Material compatibility
Aluminum often uses anodizing or bead blasting. Steel may use zinc plating or powder coating. Stainless steel may use passivation or polishing.
Surface Finishes
Surface finish affects cost, lead time, appearance, corrosion resistance, inspection, and packaging. Add finish requirements to the RFQ so sales can review the project correctly.
Upload Files for QuoteAnodizing is a common finish for aluminum CNC parts when buyers need corrosion resistance, improved appearance, color options, or surface protection.
Powder coating is used for sheet metal and fabricated parts that need durable color, surface protection, and a clean industrial appearance.
Zinc plating is often used for stamped parts, brackets, clips, fasteners, and hardware that need corrosion protection and repeat production planning.
Passivation is used for stainless steel parts when buyers need improved corrosion resistance and cleaner surface condition after machining or fabrication.
Bead blasting creates a matte surface appearance on machined parts and is often combined with anodizing or other finishing requirements.
Polishing is used for visible metal parts where buyers need smoother surfaces, improved appearance, or reduced roughness.
Finish selection
Surface finish requirements should be included before quotation because they affect masking, tolerance, lead time, packaging, inspection, corrosion resistance, and final appearance.
For aluminum CNC parts, heat sinks, housings, brackets, corrosion resistance, color options, and cosmetic surfaces.
For sheet metal enclosures, covers, outdoor brackets, panels, industrial equipment parts, and durable color finishes.
For stainless steel 304 and 316 parts, medical-style components, marine hardware, and corrosion-resistant applications.
Direct answer
Compare related products, processes, materials, and industries before uploading files. Use the project requirements, supported files, RFQ checklist, and cost and lead-time drivers below to choose the most useful next step.
Which part, process, material, or industry page should I open first?
Compare geometry, material, quantity, tolerance, finish, and production stage.
CAD files, drawings, product photos, BOM files, quantity, target price, and delivery country.
Process route, material availability, tooling or setup, finish, inspection, packaging, and annual demand.
Project decision checkpoint
Compare the available options, identify what affects price or lead time, and prepare the details needed before sales and engineering can provide a useful quotation.
Aluminum often uses anodizing or bead blasting. Steel may use zinc plating or powder coating. Stainless steel may use passivation or polishing.
Corrosion resistance, wear resistance, outdoor exposure, electrical contact, sealing faces, and assembly fit affect finish selection.
Color, texture, gloss, visible faces, surface roughness, and packaging protection should be explained clearly.

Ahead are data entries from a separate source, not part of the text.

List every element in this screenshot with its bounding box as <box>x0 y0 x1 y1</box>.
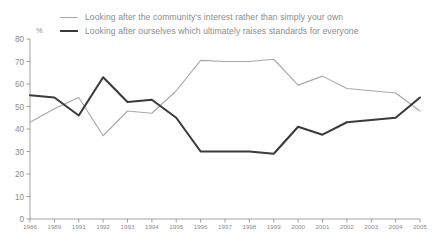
x-axis-tick-label: 2004 <box>389 223 403 230</box>
legend-item-ourselves: Looking after ourselves which ultimately… <box>60 24 359 38</box>
x-axis-tick-label: 2001 <box>316 223 330 230</box>
y-axis-tick-label: 50 <box>8 102 24 111</box>
legend-label-ourselves: Looking after ourselves which ultimately… <box>85 26 359 36</box>
y-axis-tick-label: 10 <box>8 192 24 201</box>
legend-swatch-line-icon <box>60 17 78 18</box>
y-axis-tick-labels: 80706050403020100 <box>6 39 24 219</box>
x-axis-tick-label: 1996 <box>194 223 208 230</box>
x-axis-tick-label: 1992 <box>96 223 110 230</box>
y-axis-tick-label: 0 <box>8 215 24 224</box>
x-axis-tick-label: 1994 <box>145 223 159 230</box>
y-axis-tick-label: 80 <box>8 35 24 44</box>
x-axis-tick-label: 1995 <box>169 223 183 230</box>
legend-label-community: Looking after the community's interest r… <box>85 12 343 22</box>
x-axis-tick-label: 1997 <box>218 223 232 230</box>
legend-item-community: Looking after the community's interest r… <box>60 10 359 24</box>
y-axis-tick-label: 70 <box>8 57 24 66</box>
series-line-ourselves <box>30 77 420 154</box>
x-axis-tick-label: 2002 <box>340 223 354 230</box>
legend-swatch-line-icon <box>60 30 78 32</box>
y-axis-tick-label: 40 <box>8 125 24 134</box>
x-axis-tick-label: 1986 <box>23 223 37 230</box>
x-axis-tick-label: 1999 <box>267 223 281 230</box>
y-axis-tick-label: 20 <box>8 170 24 179</box>
chart-legend: Looking after the community's interest r… <box>60 10 359 38</box>
x-axis-tick-label: 2000 <box>291 223 305 230</box>
chart-container: Looking after the community's interest r… <box>0 0 438 244</box>
series-line-community <box>30 59 420 136</box>
x-axis-tick-label: 1991 <box>72 223 86 230</box>
x-axis-tick-label: 2003 <box>364 223 378 230</box>
x-axis-tick-label: 1993 <box>121 223 135 230</box>
plot-area <box>30 39 420 219</box>
x-axis-tick-labels: 1986198919911992199319941995199619971998… <box>30 223 420 237</box>
chart-svg <box>30 39 420 219</box>
x-axis-tick-label: 1998 <box>242 223 256 230</box>
x-axis-tick-label: 1989 <box>47 223 61 230</box>
y-axis-tick-label: 30 <box>8 147 24 156</box>
y-axis-tick-label: 60 <box>8 80 24 89</box>
x-axis-tick-label: 2005 <box>413 223 427 230</box>
y-axis-unit-label: % <box>36 26 43 35</box>
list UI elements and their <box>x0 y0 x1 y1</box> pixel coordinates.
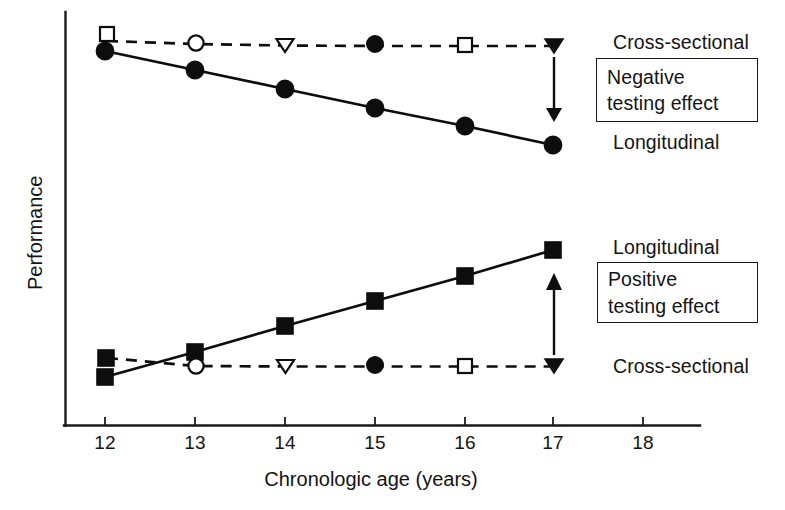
chart-figure: 12 13 14 15 16 17 18 Chronologic age (ye… <box>0 0 785 510</box>
series-upper-cross-sectional <box>100 27 563 53</box>
callout-negative-line-2: testing effect <box>607 90 757 116</box>
annotation-arrow-positive <box>546 273 562 355</box>
marker-open-square <box>100 27 114 41</box>
marker-filled-circle <box>367 36 383 52</box>
upper-longitudinal-line <box>105 51 553 145</box>
x-tick-label: 12 <box>80 432 130 454</box>
x-tick-label: 18 <box>618 432 668 454</box>
marker-filled-square <box>457 268 473 284</box>
marker-filled-square <box>97 369 113 385</box>
arrow-head-down <box>546 108 562 122</box>
label-upper-longitudinal: Longitudinal <box>613 131 719 154</box>
marker-filled-circle <box>367 357 383 373</box>
label-upper-cross-sectional: Cross-sectional <box>613 31 749 54</box>
marker-open-circle <box>188 35 203 50</box>
marker-filled-square <box>545 242 561 258</box>
series-lower-cross-sectional <box>98 350 563 374</box>
x-tick-label: 15 <box>350 432 400 454</box>
series-upper-longitudinal <box>96 42 561 153</box>
label-lower-longitudinal: Longitudinal <box>613 236 719 259</box>
marker-filled-circle <box>544 136 561 153</box>
lower-longitudinal-line <box>105 250 553 377</box>
x-tick-label: 16 <box>440 432 490 454</box>
callout-negative-line-1: Negative <box>607 64 757 90</box>
marker-filled-circle <box>96 42 113 59</box>
lower-cross-sectional-line <box>107 358 556 367</box>
marker-open-square <box>458 38 472 52</box>
marker-filled-square <box>367 293 383 309</box>
x-tick-label: 17 <box>528 432 578 454</box>
marker-filled-square <box>98 350 114 366</box>
x-axis-title: Chronologic age (years) <box>226 468 516 491</box>
marker-open-square <box>458 359 472 373</box>
y-axis-title: Performance <box>24 176 47 291</box>
marker-filled-circle <box>456 117 473 134</box>
x-tick-label: 13 <box>170 432 220 454</box>
callout-positive-line-2: testing effect <box>608 293 757 319</box>
arrow-head-up <box>546 273 562 290</box>
label-lower-cross-sectional: Cross-sectional <box>613 355 749 378</box>
x-tick-marks <box>105 417 643 425</box>
marker-filled-circle <box>366 99 383 116</box>
upper-cross-sectional-line <box>107 41 556 46</box>
marker-open-circle <box>188 358 203 373</box>
callout-positive-line-1: Positive <box>608 266 757 292</box>
marker-filled-square <box>277 318 293 334</box>
marker-filled-circle <box>186 61 203 78</box>
callout-negative-testing-effect: Negative testing effect <box>596 58 758 122</box>
x-tick-label: 14 <box>260 432 310 454</box>
marker-filled-circle <box>276 80 293 97</box>
annotation-arrow-negative <box>546 57 562 122</box>
callout-positive-testing-effect: Positive testing effect <box>597 262 758 323</box>
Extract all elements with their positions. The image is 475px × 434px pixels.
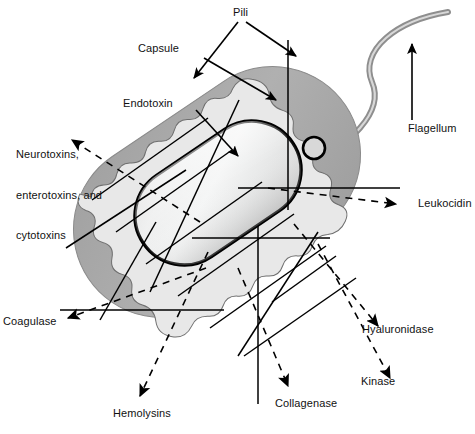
label-kinase: Kinase <box>361 375 395 389</box>
label-coagulase: Coagulase <box>3 315 57 329</box>
label-flagellum: Flagellum <box>408 122 457 136</box>
label-neurotoxins: Neurotoxins, enterotoxins, and cytotoxin… <box>16 121 102 256</box>
label-hemolysins: Hemolysins <box>113 407 171 421</box>
label-collagenase: Collagenase <box>275 397 337 411</box>
label-neurotoxins-line1: Neurotoxins, <box>16 148 102 162</box>
label-neurotoxins-line2: enterotoxins, and <box>16 189 102 203</box>
flagellum-basal-body <box>303 137 325 159</box>
label-neurotoxins-line3: cytotoxins <box>16 229 102 243</box>
label-pili: Pili <box>233 6 248 20</box>
label-capsule: Capsule <box>138 42 179 56</box>
label-leukocidin: Leukocidin <box>418 197 472 211</box>
label-endotoxin: Endotoxin <box>123 97 173 111</box>
label-hyaluronidase: Hyaluronidase <box>362 323 434 337</box>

Coating thickness, plating buildup, anodizing color, and masking areas can affect holes, threads, fits, and inspection results.
You know the part family, process, material, industry, or application and need a practical sourcing path.
The part is early-stage, the material is uncertain, or quantity may require tooling instead of prototype production.
Missing drawings, unclear material, no quantity, no finish requirement, and no delivery target usually delay quote review.
Files stay connected to the RFQ workflow.
Sales checks process, material, tolerance, and quantity.
Critical dimensions, finish, and packaging are reviewed.
Delivery country, lead time, and packaging are captured.
Buyers can compare examples before sending files.
Upload CAD drawings, quantities, materials, tolerances, finishes, inspection needs, and delivery requirements for review.